Lav Diaz portrays a violent cop contaminated by the Filipino dictatorship

THE OPINION OF THE “WORLD” – NOT TO BE MISSED

It starts in a police academy, a real one, in the presence of criminology students. Lieutenant Hermes Papauran (John Lloyd Cruz) tells the students about one of his feats of arms, a story of disappearance that haunted him for years. One day, a couple who had won a lot of money at horse races vanished without being heard from again, as did the taxi driver who was driving them that morning. All we know is that a jeep blocked their way. The lieutenant ended up finding the charred attackers’ vehicle in a garage, he concluded in front of the audience, who applauded him like a hero.

Read the picture: Article reserved for our subscribers At the Center Pompidou, the torrential images of filmmaker Lav Diaz

Thus opens When the waves recede, by the Filipino Lav Diaz, unveiled at the Venice Film Festival in 2022, with this brilliant lesson from the investigator Papauran, reputed to be the most gifted in the Philippines.
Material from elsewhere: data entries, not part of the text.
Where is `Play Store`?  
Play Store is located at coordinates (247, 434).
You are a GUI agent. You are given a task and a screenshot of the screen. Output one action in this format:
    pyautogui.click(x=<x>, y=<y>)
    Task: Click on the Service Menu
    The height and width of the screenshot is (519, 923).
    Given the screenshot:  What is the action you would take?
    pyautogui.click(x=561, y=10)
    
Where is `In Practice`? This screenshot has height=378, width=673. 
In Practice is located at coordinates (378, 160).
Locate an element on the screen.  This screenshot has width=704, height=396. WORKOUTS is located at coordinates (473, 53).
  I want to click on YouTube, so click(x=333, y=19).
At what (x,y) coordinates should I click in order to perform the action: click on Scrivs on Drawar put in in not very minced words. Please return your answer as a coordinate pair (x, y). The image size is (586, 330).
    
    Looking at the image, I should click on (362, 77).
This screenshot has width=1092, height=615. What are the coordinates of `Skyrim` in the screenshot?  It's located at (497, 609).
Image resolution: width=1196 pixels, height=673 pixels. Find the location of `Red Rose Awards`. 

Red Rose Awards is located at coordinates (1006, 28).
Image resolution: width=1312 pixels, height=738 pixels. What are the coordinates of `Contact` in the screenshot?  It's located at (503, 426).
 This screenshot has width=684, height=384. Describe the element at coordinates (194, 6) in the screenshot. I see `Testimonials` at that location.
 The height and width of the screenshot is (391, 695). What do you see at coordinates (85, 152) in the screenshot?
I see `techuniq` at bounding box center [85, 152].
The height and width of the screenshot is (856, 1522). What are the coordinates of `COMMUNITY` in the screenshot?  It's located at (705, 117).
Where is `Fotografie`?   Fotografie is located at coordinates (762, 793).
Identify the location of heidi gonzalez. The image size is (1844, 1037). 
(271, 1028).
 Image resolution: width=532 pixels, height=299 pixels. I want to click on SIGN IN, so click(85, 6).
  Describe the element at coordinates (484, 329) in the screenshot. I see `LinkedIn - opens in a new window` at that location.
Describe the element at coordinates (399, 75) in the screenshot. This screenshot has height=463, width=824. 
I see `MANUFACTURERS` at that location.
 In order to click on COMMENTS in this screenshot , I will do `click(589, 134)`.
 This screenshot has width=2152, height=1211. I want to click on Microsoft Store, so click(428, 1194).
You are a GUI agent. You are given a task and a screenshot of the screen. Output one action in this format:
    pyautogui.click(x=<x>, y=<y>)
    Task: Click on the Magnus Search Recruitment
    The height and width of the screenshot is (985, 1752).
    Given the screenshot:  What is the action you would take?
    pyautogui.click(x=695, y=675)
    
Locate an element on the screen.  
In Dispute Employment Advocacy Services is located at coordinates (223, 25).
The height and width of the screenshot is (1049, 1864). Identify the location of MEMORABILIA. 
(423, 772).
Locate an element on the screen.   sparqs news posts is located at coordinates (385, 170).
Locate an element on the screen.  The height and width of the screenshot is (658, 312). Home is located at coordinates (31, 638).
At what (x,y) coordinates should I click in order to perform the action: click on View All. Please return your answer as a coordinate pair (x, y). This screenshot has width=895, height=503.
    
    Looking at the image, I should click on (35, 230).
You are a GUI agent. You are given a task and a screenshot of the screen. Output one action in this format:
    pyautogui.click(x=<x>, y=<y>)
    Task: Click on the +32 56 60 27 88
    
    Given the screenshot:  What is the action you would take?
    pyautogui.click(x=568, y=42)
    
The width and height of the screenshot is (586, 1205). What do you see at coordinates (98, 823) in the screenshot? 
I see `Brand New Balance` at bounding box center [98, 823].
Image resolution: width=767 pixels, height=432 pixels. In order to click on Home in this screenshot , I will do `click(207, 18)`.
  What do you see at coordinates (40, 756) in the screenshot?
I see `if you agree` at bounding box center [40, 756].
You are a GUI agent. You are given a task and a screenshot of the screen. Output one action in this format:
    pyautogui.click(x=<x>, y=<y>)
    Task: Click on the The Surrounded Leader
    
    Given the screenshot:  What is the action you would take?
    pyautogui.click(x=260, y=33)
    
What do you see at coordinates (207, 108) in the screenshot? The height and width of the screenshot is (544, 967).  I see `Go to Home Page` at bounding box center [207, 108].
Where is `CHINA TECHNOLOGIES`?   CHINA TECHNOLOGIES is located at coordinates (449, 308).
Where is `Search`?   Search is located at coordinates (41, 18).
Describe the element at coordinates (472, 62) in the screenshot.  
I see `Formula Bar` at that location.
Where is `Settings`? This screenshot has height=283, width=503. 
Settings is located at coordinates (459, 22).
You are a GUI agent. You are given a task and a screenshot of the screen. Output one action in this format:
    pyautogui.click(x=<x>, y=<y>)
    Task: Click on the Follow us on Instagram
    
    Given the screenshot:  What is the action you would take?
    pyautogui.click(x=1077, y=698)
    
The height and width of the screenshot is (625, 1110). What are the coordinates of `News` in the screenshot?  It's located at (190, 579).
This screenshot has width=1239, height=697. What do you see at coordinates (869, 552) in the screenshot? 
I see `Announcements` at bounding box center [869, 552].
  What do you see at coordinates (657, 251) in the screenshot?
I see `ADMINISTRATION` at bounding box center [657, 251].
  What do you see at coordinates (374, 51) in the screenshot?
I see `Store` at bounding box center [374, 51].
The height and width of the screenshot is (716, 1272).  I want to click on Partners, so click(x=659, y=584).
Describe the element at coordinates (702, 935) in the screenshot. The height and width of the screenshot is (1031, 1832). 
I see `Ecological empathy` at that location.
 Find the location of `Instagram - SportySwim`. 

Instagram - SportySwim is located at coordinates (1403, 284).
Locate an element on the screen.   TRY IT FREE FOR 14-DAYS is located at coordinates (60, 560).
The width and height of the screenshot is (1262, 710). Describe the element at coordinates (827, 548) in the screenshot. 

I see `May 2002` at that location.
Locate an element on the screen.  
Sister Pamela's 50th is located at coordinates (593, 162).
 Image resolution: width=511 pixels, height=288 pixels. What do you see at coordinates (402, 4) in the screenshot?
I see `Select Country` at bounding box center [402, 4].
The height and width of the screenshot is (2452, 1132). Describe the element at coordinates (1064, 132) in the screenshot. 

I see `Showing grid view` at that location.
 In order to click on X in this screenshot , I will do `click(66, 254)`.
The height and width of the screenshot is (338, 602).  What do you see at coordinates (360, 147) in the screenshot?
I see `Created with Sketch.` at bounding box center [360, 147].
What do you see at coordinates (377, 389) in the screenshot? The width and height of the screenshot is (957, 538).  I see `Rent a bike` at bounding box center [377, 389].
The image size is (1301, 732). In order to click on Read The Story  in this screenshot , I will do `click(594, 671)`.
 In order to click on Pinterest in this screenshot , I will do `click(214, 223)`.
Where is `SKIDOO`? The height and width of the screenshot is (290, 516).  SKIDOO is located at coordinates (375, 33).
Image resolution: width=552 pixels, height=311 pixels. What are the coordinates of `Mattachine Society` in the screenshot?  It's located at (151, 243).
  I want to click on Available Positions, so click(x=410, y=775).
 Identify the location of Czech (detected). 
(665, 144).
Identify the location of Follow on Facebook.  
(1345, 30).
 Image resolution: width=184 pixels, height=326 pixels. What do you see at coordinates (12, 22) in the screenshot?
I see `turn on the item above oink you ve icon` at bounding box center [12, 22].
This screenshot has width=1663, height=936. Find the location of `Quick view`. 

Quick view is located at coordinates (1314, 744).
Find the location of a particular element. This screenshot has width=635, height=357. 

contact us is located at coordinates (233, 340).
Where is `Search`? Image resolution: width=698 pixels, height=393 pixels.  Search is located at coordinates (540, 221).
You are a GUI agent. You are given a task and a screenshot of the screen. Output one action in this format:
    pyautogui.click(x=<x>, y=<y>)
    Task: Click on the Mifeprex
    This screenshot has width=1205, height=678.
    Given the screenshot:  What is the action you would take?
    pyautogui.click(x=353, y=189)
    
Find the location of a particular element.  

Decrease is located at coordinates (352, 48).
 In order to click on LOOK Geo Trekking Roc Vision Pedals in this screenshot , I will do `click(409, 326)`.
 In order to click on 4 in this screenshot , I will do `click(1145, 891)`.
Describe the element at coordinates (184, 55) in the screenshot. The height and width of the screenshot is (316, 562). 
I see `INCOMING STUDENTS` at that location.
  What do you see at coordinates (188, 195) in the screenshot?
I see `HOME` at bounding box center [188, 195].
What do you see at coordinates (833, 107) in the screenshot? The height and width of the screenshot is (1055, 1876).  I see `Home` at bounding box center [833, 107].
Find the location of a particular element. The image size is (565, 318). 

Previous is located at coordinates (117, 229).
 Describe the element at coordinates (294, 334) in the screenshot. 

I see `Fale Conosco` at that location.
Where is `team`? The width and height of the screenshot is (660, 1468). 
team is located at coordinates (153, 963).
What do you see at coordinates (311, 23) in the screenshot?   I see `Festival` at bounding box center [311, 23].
But the next lesson, when he returns to the classroom, a sentence written on the board hits him in the face: “A policeman who beats his wife. » Unmasked, the investigator recognizes his wrongs and announces his resignation – with a speed to make the associations fighting against domestic violence green with envy. In two scenes, the Filipino filmmaker reveals the dark and complex character he is about to follow for three hours.

Born in 1958, also a musician, poet, author of short stories and comic strips, Lav Diaz is one of those filmmakers who are archivists of memory – such as Rithy Panh in Cambodia or Wang Bing in China – whose work has won awards at festivals. He received a Golden Leopard in Locarno with From What Is Before (2014), a Silver Bear in Berlin with A Lullaby to the Sorrowful Mystery (2016) then a Golden Lion in Venice with The Woman Who Left (2016).

Black and white enthusiast

In the Filipino’s extraordinary films (about thirty in total), some of which are around nine or eleven hours long, politics is lodged in the length of the shots, in the dialogues connected to the traumas of the country, in the splendor of nature so often battered by storms and eruptions. Follower of black and white, the esthete director opts here for a gray tone, powdered by 16 mm.

Marks appear on the face and body of Hermes Papauran, who suffers from a curious skin disease. Metaphor of the trouble that seizes this man with a tortured mind? It is capable of unprecedented violence and seems contaminated by the horrors committed under the dictatorship of President Rodrigo Duterte (2016-2022) – which gives rise to archetypal scenes of film noir.